"She's thin, poor dear," said Mrs. Bullwell.
"Do you think," I whispered, "do you think she'll come round?"
"Why, of course she will, sir. I've never heard of no woman dying in a faint. Yes—I 'ave, though. A cousin of mine when she was a young girl, just like this young lady, she died in a faint—never came to again. We laid her on a couch just like this. We patted her hands, we gave her—well, there was no brandy in the house—but we gave her a drop of gin. But she never took no notice of nothing. She went off as though she'd gone to sleep and that was the end of her. The doctor made sure she was quite dead before we buried her."
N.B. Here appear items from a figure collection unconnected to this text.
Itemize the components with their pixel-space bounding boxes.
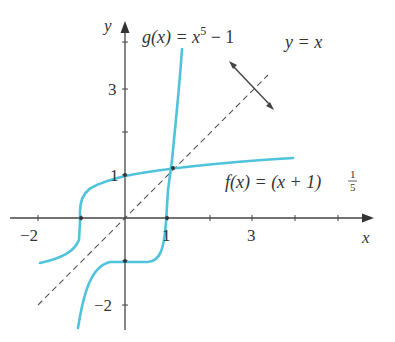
y-tick-label-1: 1 [110, 166, 119, 185]
inverse-functions-plot: y x −2 1 3 3 1 −2 g(x) = x5 − 1 y = x f(… [0, 0, 395, 342]
identity-line-label: y = x [283, 32, 322, 52]
x-tick-label-3: 3 [247, 226, 256, 245]
x-axis [10, 214, 374, 223]
x-tick-label-1: 1 [162, 226, 171, 245]
y-tick-label-neg2: −2 [94, 296, 112, 315]
f-exponent-denominator: 5 [350, 181, 356, 193]
f-function-label: f(x) = (x + 1) [225, 172, 321, 193]
y-axis-label: y [102, 16, 112, 35]
x-tick-label-neg2: −2 [20, 226, 38, 245]
reflection-arrow-icon [229, 61, 274, 110]
marked-points [79, 166, 175, 263]
x-axis-label: x [361, 228, 370, 247]
g-curve [78, 49, 182, 328]
g-function-label: g(x) = x5 − 1 [142, 24, 234, 48]
f-exponent-numerator: 1 [350, 168, 356, 180]
y-tick-label-3: 3 [108, 80, 117, 99]
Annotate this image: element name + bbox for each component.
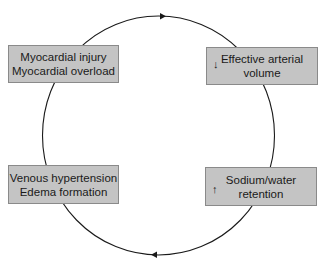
node-venous-hypertension: Venous hypertension Edema formation [8,165,119,204]
node-label-line2: Myocardial overload [12,64,115,78]
arrowhead-bottom-icon [151,252,157,258]
node-label-line2: retention [239,187,284,201]
node-label-line2: Edema formation [20,185,108,199]
node-myocardial-injury: Myocardial injury Myocardial overload [8,45,119,83]
node-label-line1: Venous hypertension [10,171,117,185]
node-label-line1: Effective arterial [221,52,303,66]
down-arrow-icon: ↓ [213,59,219,70]
cycle-ring [0,0,325,268]
up-arrow-icon: ↑ [212,184,218,195]
node-sodium-water-retention: ↑ Sodium/water retention [205,167,317,206]
node-label-line2: volume [243,66,280,80]
arrowhead-top-icon [160,13,166,19]
node-label-line1: Myocardial injury [20,50,106,64]
node-label-line1: Sodium/water [226,173,296,187]
node-effective-arterial-volume: ↓ Effective arterial volume [206,47,318,85]
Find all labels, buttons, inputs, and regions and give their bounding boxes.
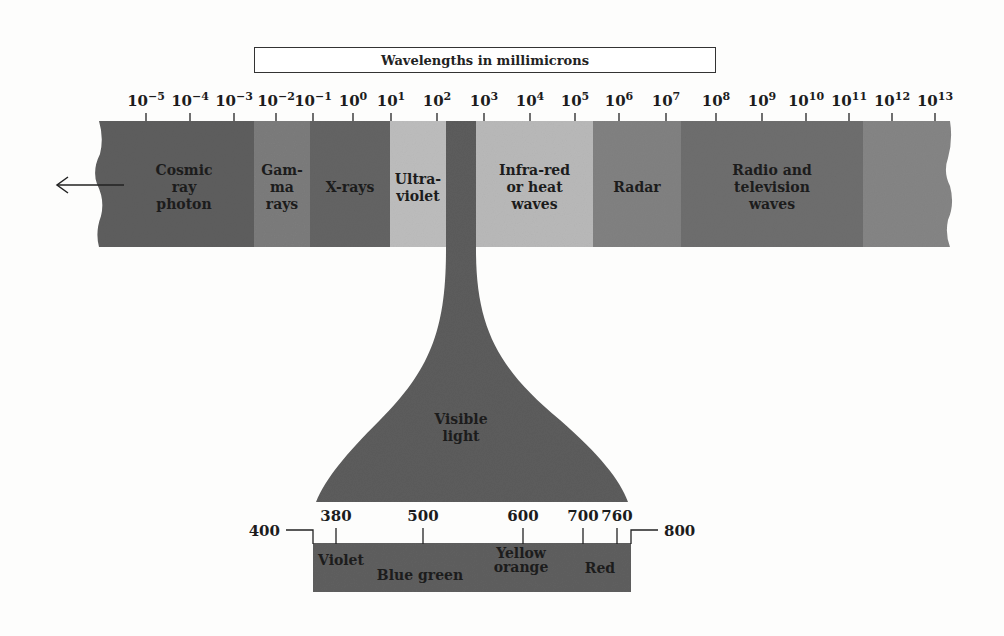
scale-tick-label: 109: [748, 90, 777, 110]
scale-tick-label: 10−2: [257, 90, 295, 110]
visible-color-label: Blue green: [377, 567, 463, 583]
visible-scale-tick-label: 700: [567, 507, 598, 525]
visible-light-label: Visiblelight: [433, 411, 487, 444]
scale-tick-label: 1012: [874, 90, 910, 110]
scale-tick-label: 104: [516, 90, 545, 110]
tick-marks: [146, 113, 935, 122]
scale-tick-label: 1010: [788, 90, 825, 110]
visible-scale-tick-label: 500: [407, 507, 438, 525]
scale-tick-label: 106: [605, 90, 634, 110]
scale-tick-label: 1011: [831, 90, 867, 110]
visible-scale-tick-label: 760: [601, 507, 632, 525]
right-end-label: 800: [664, 522, 695, 540]
visible-scale-tick-label: 380: [320, 507, 351, 525]
scale-tick-label: 108: [702, 90, 731, 110]
band-label-radar: Radar: [613, 179, 661, 195]
visible-spectrum-bar: 400800380500600700760VioletBlue greenYel…: [249, 507, 696, 592]
scale-tick-label: 10−4: [171, 90, 209, 110]
band-long-waves: [863, 121, 960, 247]
spectrum-diagram: 10−510−410−310−210−110010110210310410510…: [0, 0, 1004, 636]
tick-labels: 10−510−410−310−210−110010110210310410510…: [127, 90, 953, 110]
scale-tick-label: 103: [470, 90, 499, 110]
visible-scale-tick-label: 600: [507, 507, 538, 525]
scale-tick-label: 102: [423, 90, 452, 110]
band-label-ultraviolet: Ultra-violet: [395, 171, 441, 204]
scale-tick-label: 10−3: [215, 90, 253, 110]
scale-tick-label: 10−1: [294, 90, 332, 110]
right-end-bracket: [631, 530, 658, 544]
scale-tick-label: 101: [377, 90, 406, 110]
visible-color-label: Yelloworange: [494, 545, 549, 575]
scale-tick-label: 107: [652, 90, 681, 110]
visible-color-label: Violet: [317, 552, 364, 568]
scale-tick-label: 10−5: [127, 90, 165, 110]
scale-tick-label: 1013: [917, 90, 953, 110]
left-end-label: 400: [249, 522, 280, 540]
scale-tick-label: 100: [339, 90, 368, 110]
visible-color-label: Red: [585, 560, 616, 576]
band-label-x-rays: X-rays: [326, 179, 375, 195]
scale-tick-label: 105: [561, 90, 590, 110]
left-end-bracket: [286, 530, 313, 544]
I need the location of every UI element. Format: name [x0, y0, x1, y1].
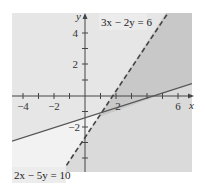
x-axis-label: x [188, 99, 194, 111]
equation-label-top: 3x − 2y = 6 [101, 16, 152, 28]
equation-label-bottom: 2x − 5y = 10 [14, 169, 71, 181]
y-tick-label: 2 [73, 58, 79, 70]
x-tick-label: 6 [175, 100, 181, 112]
inequality-graph: −4 −2 2 6 x 4 2 −2 y 3x − 2y = 6 2x − 5y… [0, 0, 205, 189]
y-axis-label: y [75, 10, 81, 22]
x-tick-label: 2 [115, 100, 121, 112]
y-tick-label: 4 [73, 27, 79, 39]
x-tick-label: −2 [48, 100, 60, 112]
x-tick-label: −4 [17, 100, 29, 112]
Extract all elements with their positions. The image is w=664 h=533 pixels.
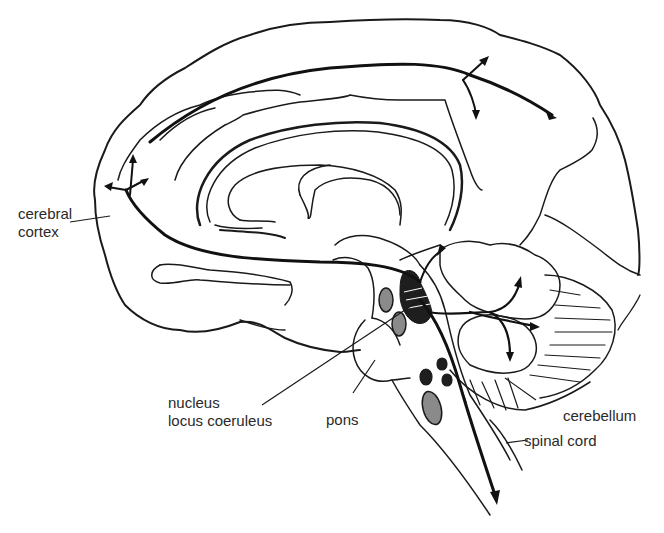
cerebellum-foliae <box>540 275 615 398</box>
corpus-callosum <box>197 122 462 230</box>
label-spinal-cord: spinal cord <box>524 432 597 450</box>
label-cerebral-cortex: cerebral cortex <box>18 205 72 241</box>
brain-diagram: cerebral cortex nucleus locus coeruleus … <box>0 0 664 533</box>
brain-illustration <box>0 0 664 533</box>
label-pons: pons <box>326 411 359 429</box>
cerebellum-upper-lobe <box>440 241 560 318</box>
label-nucleus-line2: locus coeruleus <box>168 412 272 430</box>
label-cerebral-cortex-line2: cortex <box>18 223 72 241</box>
temporal-lobe <box>152 265 290 285</box>
label-nucleus-locus-coeruleus: nucleus locus coeruleus <box>168 394 272 430</box>
label-nucleus-line1: nucleus <box>168 394 272 412</box>
label-cerebellum: cerebellum <box>563 407 636 425</box>
label-cerebral-cortex-line1: cerebral <box>18 205 72 223</box>
brainstem-outline <box>392 380 490 515</box>
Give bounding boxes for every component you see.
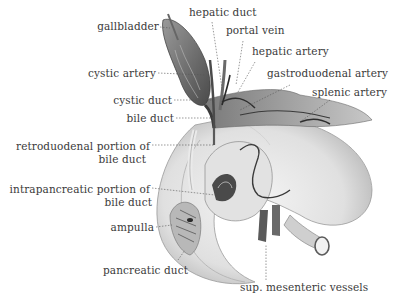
anatomy-figure: gallbladder hepatic duct portal vein hep… — [0, 0, 397, 294]
label-splenic-artery: splenic artery — [312, 86, 387, 98]
label-hepatic-artery: hepatic artery — [252, 45, 329, 57]
label-retroduodenal-line1: retroduodenal portion of — [6, 140, 150, 152]
label-retroduodenal-line2: bile duct — [6, 153, 146, 165]
label-intrapancreatic-line2: bile duct — [6, 196, 152, 208]
label-gastroduodenal-artery: gastroduodenal artery — [267, 67, 388, 79]
label-pancreatic-duct: pancreatic duct — [103, 264, 188, 276]
label-ampulla: ampulla — [80, 221, 154, 233]
label-portal-vein: portal vein — [226, 24, 285, 36]
label-sup-mesenteric-vessels: sup. mesenteric vessels — [240, 281, 368, 293]
label-hepatic-duct: hepatic duct — [189, 6, 257, 18]
label-intrapancreatic-line1: intrapancreatic portion of — [6, 183, 150, 195]
label-cystic-duct: cystic duct — [90, 94, 172, 106]
label-bile-duct: bile duct — [100, 112, 174, 124]
label-cystic-artery: cystic artery — [60, 67, 156, 79]
label-gallbladder: gallbladder — [80, 20, 159, 32]
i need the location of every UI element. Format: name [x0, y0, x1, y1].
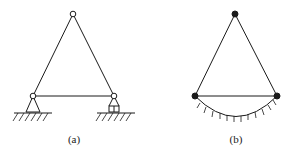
pin-support-icon	[13, 96, 52, 121]
hinge-bottom-left-icon	[30, 93, 36, 99]
ground-hatching	[13, 113, 48, 121]
curved-ground-icon	[195, 96, 277, 122]
node-bottom-left-icon	[192, 93, 198, 99]
roller-support-icon	[96, 96, 135, 121]
member-right	[73, 14, 114, 96]
node-bottom-right-icon	[274, 93, 280, 99]
hinge-top-icon	[70, 11, 76, 17]
figure-b-label: (b)	[230, 133, 243, 145]
figure-a	[13, 11, 135, 121]
hinge-bottom-right-icon	[111, 93, 117, 99]
member-right	[235, 14, 277, 96]
member-left	[33, 14, 73, 96]
figure-a-label: (a)	[68, 133, 80, 145]
figure-b	[192, 11, 280, 122]
ground-hatching	[96, 113, 131, 121]
node-top-icon	[232, 11, 238, 17]
diagram-canvas	[0, 0, 294, 155]
member-left	[195, 14, 235, 96]
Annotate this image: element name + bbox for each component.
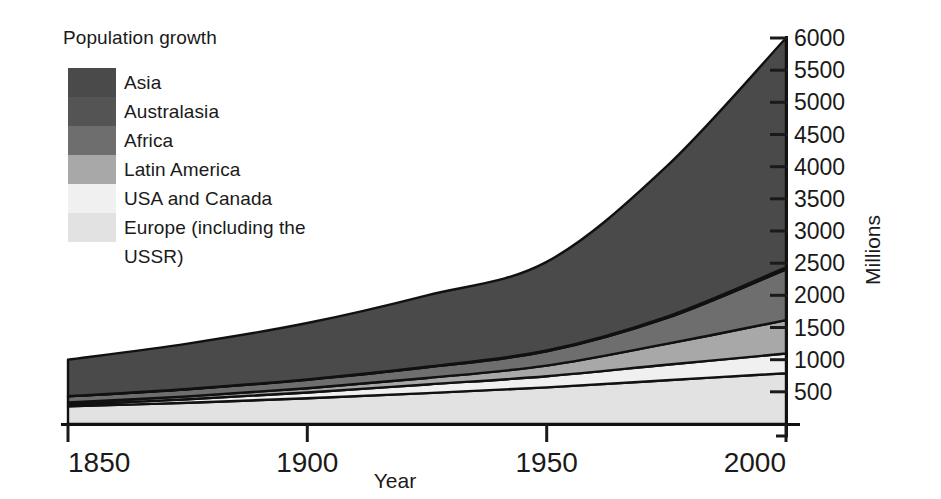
x-tick-label: 1900 [276, 447, 338, 478]
x-axis-title: Year [374, 469, 416, 492]
legend-label-6: Europe (including the [124, 217, 306, 238]
y-tick-label: 5000 [794, 89, 845, 115]
y-tick-label: 4500 [794, 122, 845, 148]
y-axis-title: Millions [861, 215, 884, 285]
legend-swatch-column [68, 68, 116, 242]
y-tick-label: 2000 [794, 282, 845, 308]
legend-label-4: Latin America [124, 159, 241, 180]
x-tick-label: 1950 [516, 447, 578, 478]
legend: Population growth AsiaAustralasiaAfricaL… [63, 27, 306, 267]
population-growth-chart-figure: 6000550050004500400035003000250020001500… [0, 0, 941, 499]
legend-label-5: USA and Canada [124, 188, 273, 209]
legend-swatch-africa [68, 126, 116, 156]
legend-label-1: Asia [124, 72, 162, 93]
y-axis-tick-labels: 6000550050004500400035003000250020001500… [794, 25, 845, 405]
y-tick-label: 5500 [794, 57, 845, 83]
y-tick-label: 500 [794, 379, 832, 405]
x-tick-label: 2000 [724, 447, 786, 478]
y-tick-label: 1000 [794, 347, 845, 373]
legend-swatch-latin-america [68, 155, 116, 185]
legend-label-2: Australasia [124, 101, 219, 122]
y-tick-label: 4000 [794, 154, 845, 180]
x-axis-ticks [68, 424, 786, 442]
legend-labels: AsiaAustralasiaAfricaLatin AmericaUSA an… [124, 72, 306, 267]
y-tick-label: 2500 [794, 250, 845, 276]
y-tick-label: 1500 [794, 315, 845, 341]
legend-label-3: Africa [124, 130, 173, 151]
y-tick-label: 3000 [794, 218, 845, 244]
legend-title: Population growth [63, 27, 217, 48]
legend-swatch-australasia [68, 97, 116, 127]
chart-canvas: 6000550050004500400035003000250020001500… [0, 0, 941, 499]
y-tick-label: 3500 [794, 186, 845, 212]
legend-swatch-europe-including-the [68, 213, 116, 242]
legend-label-7: USSR) [124, 246, 184, 267]
x-axis-tick-labels: 1850190019502000 [68, 447, 786, 478]
legend-swatch-usa-and-canada [68, 184, 116, 214]
y-tick-label: 6000 [794, 25, 845, 51]
legend-swatch-asia [68, 68, 116, 98]
x-tick-label: 1850 [68, 447, 130, 478]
I felt I could listen to no more of that. Another word or two from Mrs. Bullwell of that nature and she would have guessed my secret. I went out to the hall door and waited on the steps. When Perowne arrived I brought him straight into the room. He asked for no explanation. How I blessed him for that!
"Shall I go out of the room?" I asked.
"Stay where you are," said he.
So I stood staring out of the window, and not one vehicle that passed, not one human being who went by did I see. All my senses were strained to the hearing of the first sound of Clarissa's voice.
"He'll bring her round," I continually said to myself. "He'll bring her round, if any one can."
But the silence was unbroken. It came at last to be more than I could bear. I faced round into the room.
"Can't you do anything?" said I. "Can't you bring her round again?"